[Book Review] The Arboretum After Midnight by W.T. O’ Brien

The Arboretum After Midnight
The Arboretum After Midnight
Front cover

Book Information

  • Purchase link: http://mybook.to/Amazon_ArboretumAM
  • Genre:  Detective fiction, murder mystery
  • Print length: 308
  • Age range: This is an adult novel but suitable for mature teens age 16+
  • Trigger warnings: Homicide
  • Amazon Rating: This is a new book, not yet rated.

About The Arboretum After Midnight

Whitney Colliers is an astonishingly beautiful woman. Moving amongst creative people, and fronting a well-known design studio, she has plenty of admirers and almost as many lovers. A tease to everyone, she delivers on her advertising.

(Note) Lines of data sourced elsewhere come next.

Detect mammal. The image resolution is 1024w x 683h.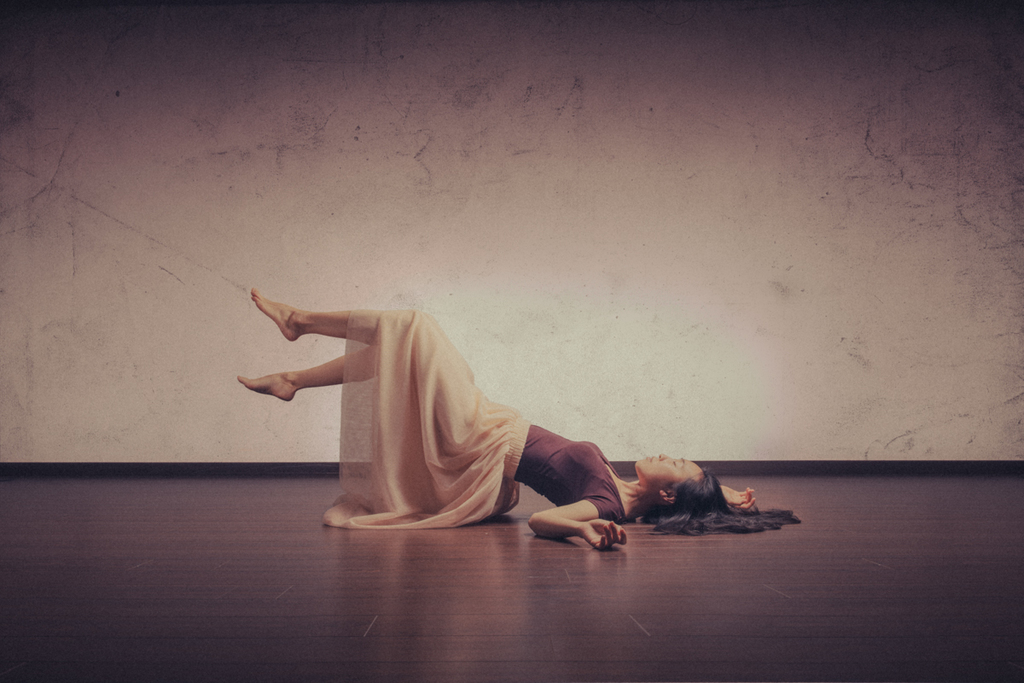
crop(293, 286, 740, 534).
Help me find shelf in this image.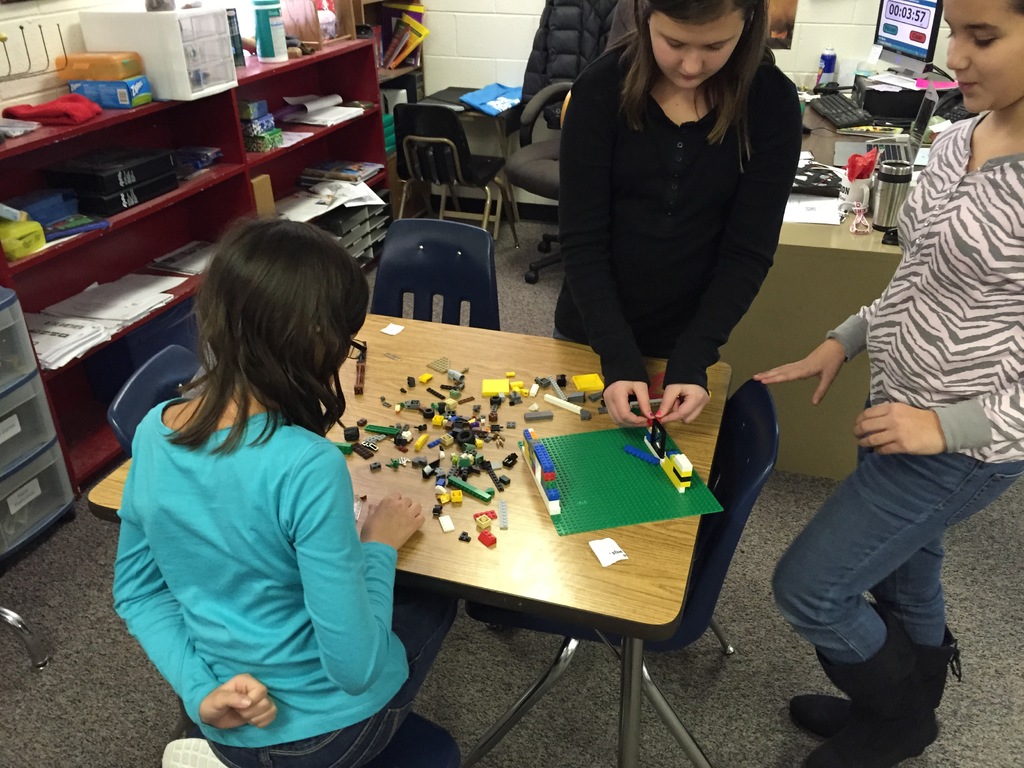
Found it: {"left": 376, "top": 64, "right": 425, "bottom": 161}.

Beautiful, admired, but not well-loved. There are plenty of people with a grudge against Whitney. After creating her usual friction at a party, she takes a ride to a local park to give her dog a run.

It’s just after midnight.

The next morning a jogger comes upon her body, tangled in her dog’s lead and sprawled in a rockery. It looks like a tragic accident, but rookie detective Roscoe Romar quickly concludes that it’s murder.


My Review

The Arboretum After Midnight is a detailed police procedural drama that does a thorough job of investigating every angle of the murder of Whitney Colliers. Junior officer Roscoe and Alec McNee seemed to be the characters driving the story forward with their go-getter attitude.

Through the interviews of the long list of suspects, Whitney appears to take on a life of her own. She’s described differently by each person, yet everybody agrees that she was an unforgettable woman. I was particularly fascinated to learn about her past and the way this information was pieced together.

The plot is quite intricate and cognitively demanding because there are so many threads that branch out from Whitney that deal with her past and her present. Also, the author often expands on the side stories of some characters with minor details — something I felt could have been done away with because it tends to interrupt the steady pace of the story. But it’s astonishing to see how he brings all of these disparate stories together to a believable conclusion.

Except for the fact that the writing could have been tighter, I enjoyed this police-driven murder mystery and never spotted the killer even though I was paying attention. I also enjoyed the themes of homophobia, racism, and gender bias that the author discusses using several characters as his mouthpieces.

(I received an e-copy from Blackthorn Book Tours with a request for an honest review.)


About the Author

W.T. O’Brien is a lifelong resident of the Pacific Northwest. He attended school in Seattle and after high school enrolled at the University of Washington, majoring in billiards and games of chance. After graduating cum laude without a degree, he began a series of menial jobs and failed schemes, which did little to enhance him financially, but added a great deal of spice to his experience. During this time, he considered his occupation to be as a professional pool player, an oxymoron, even though he almost never performed in that pursuit. Eventually, he managed to land a real job, working in the Health Sciences department back at the University of Washington. After twenty-five enjoyable years, he retired. He considered that his modest retirement party, attended entirely by college professors, was a tribute to a successful career as a research consultant.

Over the years, Mr. O’Brien has written short stories, poetry, and screenplays.

The Arboretum After Midnight is his third novel. It is a murder mystery centered around the interior design community in 1990’s Seattle.